The simplest and most widely available method to get user input at a shell prompt is the read
command. The best way to illustrate its use is a simple demonstration:
while true; do
read -p "Do you wish to install this program?" yn
case $yn in
[Yy]* ) make install; break;;
[Nn]* ) exit;;
* ) echo "Please answer yes or no.";;
esac
done
Another method, pointed out by Steven Huwig, is Bash's select
command. Here is the same example using select
:
echo "Do you wish to install this program?"
select yn in "Yes" "No"; do
case $yn in
Yes ) make install; break;;
No ) exit;;
esac
done
With select
you don't need to sanitize the input – it displays the available choices, and you type a number corresponding to your choice. It also loops automatically, so there's no need for a while true
loop to retry if they give invalid input.
Also, Léa Gris demonstrated a way to make the request language agnostic in her answer. Adapting my first example to better serve multiple languages might look like this:
set -- $(locale LC_MESSAGES)
yesptrn="$1"; noptrn="$2"; yesword="$3"; noword="$4"
while true; do
read -p "Install (${yesword} / ${noword})? " yn
if [[ "$yn" =~ $yesexpr ]]; then make install; exit; fi
if [[ "$yn" =~ $noexpr ]]; then exit; fi
echo "Answer ${yesword} / ${noword}."
done
Obviously other communication strings remain untranslated here (Install, Answer) which would need to be addressed in a more fully completed translation, but even a partial translation would be helpful in many cases.
Finally, please check out the excellent answer by F. Hauri.
The three most influential factors for Eclipse speed are:
- Using the latest version of Eclipse (2020-06 as on 26 June 2020)
Note that David Balažic's comment (July 2014) contradicts that criteria which was working six years ago:
The "same" workspace in Indigo (3.7.2) SR2 loads in 4 seconds, in Kepler SR2 (4.3.2) in 7 seconds and in Luna (4.4.0) in 10 seconds. All are Java EE bundles. Newer versions have more bundled plugins, but still the trend is obvious. (by "same" workspace I mean: same (additionally installed) plugins used, same projects checked out from version control).
Launching it with the latest JDK (Java 14 at the time of writing, which does not prevent you to compile in your Eclipse project with any other JDK you want: 1.4.2, 1.5, 1.6 older...)
-vm jdk1.6.0_10\jre\bin\client\jvm.dll
Configuring the eclipse.ini (see this question for a complete eclipse.ini)
-Xms512m
-Xmx4096m
[...]
The Xmx
argument is the amount of memory Eclipse will get (in simple terms). With -Xmx4g
, it gets 4 GB of RAM, etc.
Note:
- Referring to the jvm.dll has advantages:
- Splash screen coming up sooner.
- Eclipse.exe in the process list instead of java.exe.
- Firewalls: Eclipse wants access to the Internet instead of Java.
- Window management branding issues, especially on Windows and Mac.
Dec. 2020, Udo conforms in the comments
From version 4.8 (Photon) an up there was a steady speed gain after each version.
The main platform was optimized every release to load faster, enable more features for the dark theme and to add more features for newer Java versions for the Java development tools.
Especially with-in the last 3 versions the startup time was increased a lot. There should be a significant increase in start-up time with the newest version of Eclipse 2020-12.
In my experience it started a lot faster with each new version.
But: There are still plug-ins which do not follow the new way of using the Eclipse API and are therefore still slow to start.
Since the change to Java 11 as the minimum runtime version starting from Eclipse version 2020-09 at least the core system uses the newer features of the JVM. It is up to the providers of the other plug-ins to upgrade to newer APIs and to use the full power of modern CPUs (e.g. concurrent programming model).
Best Answer
I was annoyed by that message so I did this and it disappeared!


If a picture appears in the records, leave it out and transcribe the rest exactly.
═══ DATA SUPPLIED
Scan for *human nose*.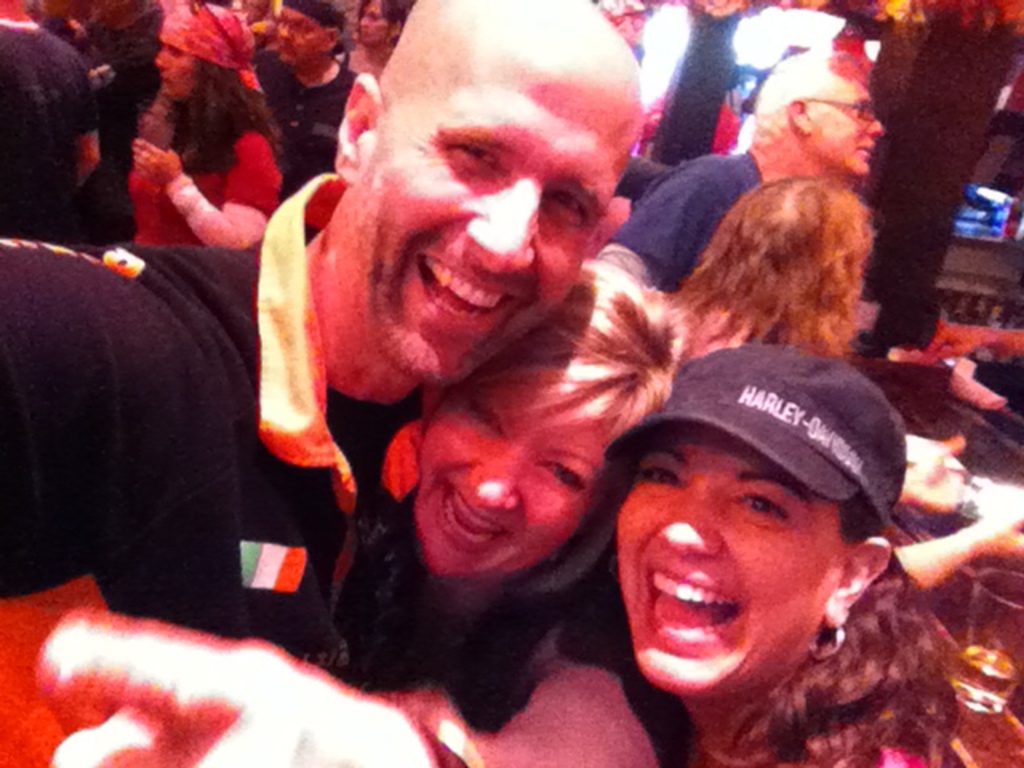
Scan result: crop(659, 491, 723, 550).
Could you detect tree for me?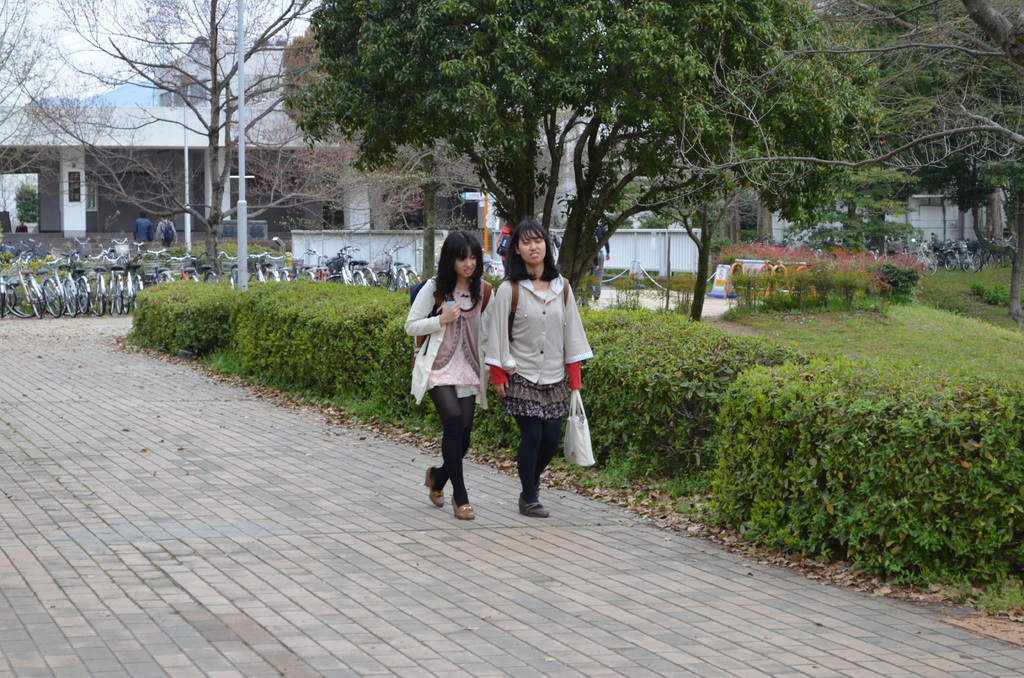
Detection result: [642,163,780,328].
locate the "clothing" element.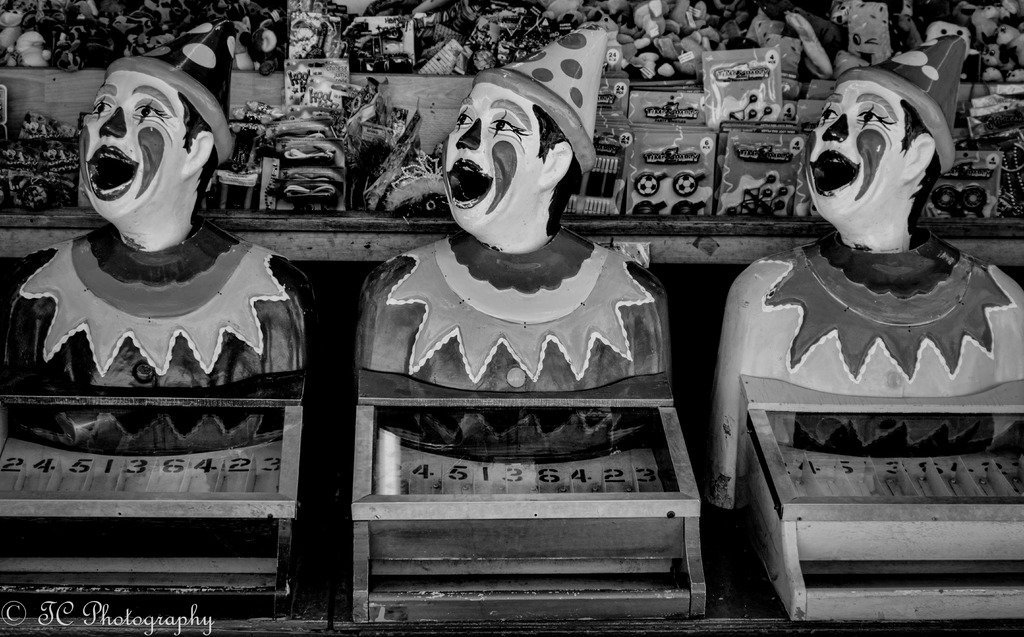
Element bbox: box(2, 211, 308, 388).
══════
__COMPLETED TASK__
Scan for *human nose*.
Scan result: crop(659, 491, 723, 550).
Could you detect tree for me?
Detection result: [642,163,780,328].
locate the "clothing" element.
Element bbox: box(2, 211, 308, 388).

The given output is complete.